You are requesting a file of the form /<post-slug>, which either:

  1. Maps to a file of the form /<post-slug>.php in the document root.

  2. OR, maps to a cached version of this file of the form /posts/<post-slug>.php.

  3. Otherwise, the request should fallback to /post.php in the document root.

Try something like the following (using mod_rewrite) in addition to your FallbackResource directive:

# Disable MultiViews
Options -MultiViews

RewriteEngine On

# 1. Check for file in the document root
RewriteCond %{DOCUMENT_ROOT}/$1.php -f
RewriteRule ^([^/.]+)$ /$1.php [L]

# 2. Check for cached version in the "/posts" subdirectory
RewriteCond %{DOCUMENT_ROOT}/posts/$1.php -f
RewriteRule ^([^/.]+)$ /posts/$1.php [L]

# 3. Request does not map to a file, so fallback to "/post.php"
FallbackResource /post.php

This does assume that your <post-slug> does not contain dots (.). This makes it easier to avoid conflicts with static resource or create an unnecessary filesystem check after rewriting the request to <post-slug>.php. If the <post-slug> can contain dots then we’ll need to alter the RewriteRule pattern and add an additional condition.

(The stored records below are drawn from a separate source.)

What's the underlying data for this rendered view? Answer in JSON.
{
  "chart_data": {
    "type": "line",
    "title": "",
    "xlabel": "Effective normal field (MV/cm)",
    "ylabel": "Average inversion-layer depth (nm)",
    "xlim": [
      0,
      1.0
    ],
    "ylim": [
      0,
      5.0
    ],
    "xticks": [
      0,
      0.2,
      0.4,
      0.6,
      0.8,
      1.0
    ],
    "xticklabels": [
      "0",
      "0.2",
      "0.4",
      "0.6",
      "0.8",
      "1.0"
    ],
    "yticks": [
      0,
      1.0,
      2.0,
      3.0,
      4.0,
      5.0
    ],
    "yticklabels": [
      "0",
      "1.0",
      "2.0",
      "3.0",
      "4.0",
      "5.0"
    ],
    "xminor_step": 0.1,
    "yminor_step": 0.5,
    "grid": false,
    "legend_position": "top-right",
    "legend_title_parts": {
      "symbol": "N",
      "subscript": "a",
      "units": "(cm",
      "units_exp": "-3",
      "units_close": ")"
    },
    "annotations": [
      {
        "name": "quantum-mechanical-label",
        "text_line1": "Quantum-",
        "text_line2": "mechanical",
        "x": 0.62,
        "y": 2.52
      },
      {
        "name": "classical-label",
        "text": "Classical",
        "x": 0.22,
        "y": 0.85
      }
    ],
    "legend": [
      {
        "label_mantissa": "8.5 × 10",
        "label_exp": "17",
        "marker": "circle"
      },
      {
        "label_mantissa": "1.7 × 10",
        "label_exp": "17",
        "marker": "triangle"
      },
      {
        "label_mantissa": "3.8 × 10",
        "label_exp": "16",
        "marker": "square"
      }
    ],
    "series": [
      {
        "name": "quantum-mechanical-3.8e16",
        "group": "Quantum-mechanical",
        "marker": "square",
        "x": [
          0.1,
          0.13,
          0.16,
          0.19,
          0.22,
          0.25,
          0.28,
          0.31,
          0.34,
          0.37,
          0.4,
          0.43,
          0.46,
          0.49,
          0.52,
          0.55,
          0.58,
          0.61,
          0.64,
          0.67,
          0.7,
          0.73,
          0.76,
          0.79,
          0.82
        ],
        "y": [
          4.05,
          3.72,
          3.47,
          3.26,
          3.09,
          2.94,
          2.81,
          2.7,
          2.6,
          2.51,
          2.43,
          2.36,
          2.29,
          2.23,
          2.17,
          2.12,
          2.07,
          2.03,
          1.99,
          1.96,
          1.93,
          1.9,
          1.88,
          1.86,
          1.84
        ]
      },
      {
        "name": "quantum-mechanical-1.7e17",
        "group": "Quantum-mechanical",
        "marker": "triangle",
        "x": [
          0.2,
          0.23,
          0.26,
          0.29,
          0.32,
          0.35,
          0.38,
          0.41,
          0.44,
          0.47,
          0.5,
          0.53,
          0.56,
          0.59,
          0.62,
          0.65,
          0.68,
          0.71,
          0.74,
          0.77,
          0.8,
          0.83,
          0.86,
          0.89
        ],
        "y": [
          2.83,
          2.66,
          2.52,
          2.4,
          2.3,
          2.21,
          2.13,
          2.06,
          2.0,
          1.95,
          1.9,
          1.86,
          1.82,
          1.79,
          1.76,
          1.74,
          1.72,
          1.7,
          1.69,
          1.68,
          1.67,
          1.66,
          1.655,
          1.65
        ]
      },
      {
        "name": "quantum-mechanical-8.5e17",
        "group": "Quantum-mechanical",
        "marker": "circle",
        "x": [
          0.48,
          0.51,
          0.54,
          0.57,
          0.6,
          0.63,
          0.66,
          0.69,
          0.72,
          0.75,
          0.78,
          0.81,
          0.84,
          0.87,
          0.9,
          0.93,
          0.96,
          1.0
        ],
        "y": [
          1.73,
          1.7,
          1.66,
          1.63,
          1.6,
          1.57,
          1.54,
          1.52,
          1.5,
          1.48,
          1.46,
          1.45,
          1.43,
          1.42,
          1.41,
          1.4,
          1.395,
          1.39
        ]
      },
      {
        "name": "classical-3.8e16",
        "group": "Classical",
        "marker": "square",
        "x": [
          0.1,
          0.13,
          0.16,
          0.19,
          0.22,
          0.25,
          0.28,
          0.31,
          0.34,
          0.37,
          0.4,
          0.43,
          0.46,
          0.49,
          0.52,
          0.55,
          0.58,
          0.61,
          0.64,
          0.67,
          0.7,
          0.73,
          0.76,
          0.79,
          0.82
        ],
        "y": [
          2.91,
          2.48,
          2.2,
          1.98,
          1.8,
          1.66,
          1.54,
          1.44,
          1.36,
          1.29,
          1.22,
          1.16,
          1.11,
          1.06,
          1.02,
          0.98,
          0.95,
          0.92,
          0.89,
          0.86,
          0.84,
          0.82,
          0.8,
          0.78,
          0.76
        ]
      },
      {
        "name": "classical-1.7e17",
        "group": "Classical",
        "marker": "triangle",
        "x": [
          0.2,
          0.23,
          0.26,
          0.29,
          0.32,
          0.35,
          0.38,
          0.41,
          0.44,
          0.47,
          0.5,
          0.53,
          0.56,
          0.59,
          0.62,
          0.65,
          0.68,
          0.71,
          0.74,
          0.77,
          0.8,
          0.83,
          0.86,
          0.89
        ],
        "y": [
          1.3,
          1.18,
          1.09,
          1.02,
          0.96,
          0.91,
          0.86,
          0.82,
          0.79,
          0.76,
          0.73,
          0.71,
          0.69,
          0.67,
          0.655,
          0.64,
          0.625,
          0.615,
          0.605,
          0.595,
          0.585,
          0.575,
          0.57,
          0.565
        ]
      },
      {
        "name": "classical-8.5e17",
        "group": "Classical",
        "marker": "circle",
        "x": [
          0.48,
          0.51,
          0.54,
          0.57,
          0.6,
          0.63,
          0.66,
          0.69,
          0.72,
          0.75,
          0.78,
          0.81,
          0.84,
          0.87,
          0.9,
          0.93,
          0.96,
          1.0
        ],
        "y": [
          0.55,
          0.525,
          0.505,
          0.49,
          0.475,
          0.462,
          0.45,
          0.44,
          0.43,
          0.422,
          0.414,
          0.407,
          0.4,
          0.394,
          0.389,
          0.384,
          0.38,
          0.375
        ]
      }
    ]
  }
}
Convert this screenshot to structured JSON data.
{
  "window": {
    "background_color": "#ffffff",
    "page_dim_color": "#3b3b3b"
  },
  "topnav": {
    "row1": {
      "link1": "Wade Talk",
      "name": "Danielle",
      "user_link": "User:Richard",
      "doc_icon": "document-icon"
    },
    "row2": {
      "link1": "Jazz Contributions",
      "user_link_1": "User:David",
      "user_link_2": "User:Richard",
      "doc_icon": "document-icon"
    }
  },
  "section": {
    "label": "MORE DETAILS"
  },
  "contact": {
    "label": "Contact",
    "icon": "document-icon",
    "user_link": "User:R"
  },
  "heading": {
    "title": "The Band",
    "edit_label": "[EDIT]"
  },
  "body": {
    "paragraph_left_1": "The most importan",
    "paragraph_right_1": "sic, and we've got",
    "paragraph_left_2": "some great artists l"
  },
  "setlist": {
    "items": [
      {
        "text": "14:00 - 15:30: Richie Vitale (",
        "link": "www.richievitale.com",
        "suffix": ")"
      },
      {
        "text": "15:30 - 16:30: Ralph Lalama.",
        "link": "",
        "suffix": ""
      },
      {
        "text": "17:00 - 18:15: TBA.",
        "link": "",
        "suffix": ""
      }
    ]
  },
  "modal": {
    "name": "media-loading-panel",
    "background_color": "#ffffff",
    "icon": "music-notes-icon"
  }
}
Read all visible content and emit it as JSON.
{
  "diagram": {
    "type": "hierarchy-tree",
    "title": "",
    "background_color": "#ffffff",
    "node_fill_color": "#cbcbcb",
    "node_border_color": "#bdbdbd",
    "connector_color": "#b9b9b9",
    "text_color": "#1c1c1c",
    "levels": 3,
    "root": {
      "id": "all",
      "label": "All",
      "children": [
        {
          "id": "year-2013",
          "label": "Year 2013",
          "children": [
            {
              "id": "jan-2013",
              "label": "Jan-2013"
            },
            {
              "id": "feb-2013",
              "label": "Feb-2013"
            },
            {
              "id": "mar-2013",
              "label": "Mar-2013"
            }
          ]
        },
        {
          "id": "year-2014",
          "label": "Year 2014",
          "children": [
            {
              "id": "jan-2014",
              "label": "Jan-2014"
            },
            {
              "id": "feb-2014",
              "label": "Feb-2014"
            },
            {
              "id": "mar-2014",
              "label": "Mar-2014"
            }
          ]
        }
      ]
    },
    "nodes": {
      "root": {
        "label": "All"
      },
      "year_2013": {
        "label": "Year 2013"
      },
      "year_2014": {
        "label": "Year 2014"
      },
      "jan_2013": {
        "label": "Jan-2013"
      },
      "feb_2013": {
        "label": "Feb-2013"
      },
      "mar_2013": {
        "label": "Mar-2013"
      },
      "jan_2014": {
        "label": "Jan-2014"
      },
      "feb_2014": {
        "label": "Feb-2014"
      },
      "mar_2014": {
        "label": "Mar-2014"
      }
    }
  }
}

NB: MultiViews needs to be disabled for this to work properly (it may already be disabled on your server).


RewriteCond %{REQUEST_FILENAME} !-d
RewriteCond %{REQUEST_FILENAME}.php -f
RewriteRule ^(.*)$ $1.php [NC,L]

Just a few notes on your original rule block.

  • If you make the RewriteRule pattern more restrictive, rather than matching anything (ie. .*) then you can probably avoid the condition that checks that the request does not map to a filesystem directory. (Is a request for a filesystem directory ever a valid request?)

  • A literal dot in the RewriteCond TestString (1st argument) does not need to be backslash escaped. This is an “ordinary” string, not a regex.

  • Note that %{REQUEST_FILENAME}.php is not necessarily the same as the (potentially) rewritten URL $1.php – it will depend on the request and the filesystem (since REQUEST_FILENAME is calculated after the request has been mapped to the filesystem), but since you are allowing anything (ie. .*) then there is potential for error here.

  • The NC flag is superfluous, since the RewriteRule pattern is not case-sensitive anyway.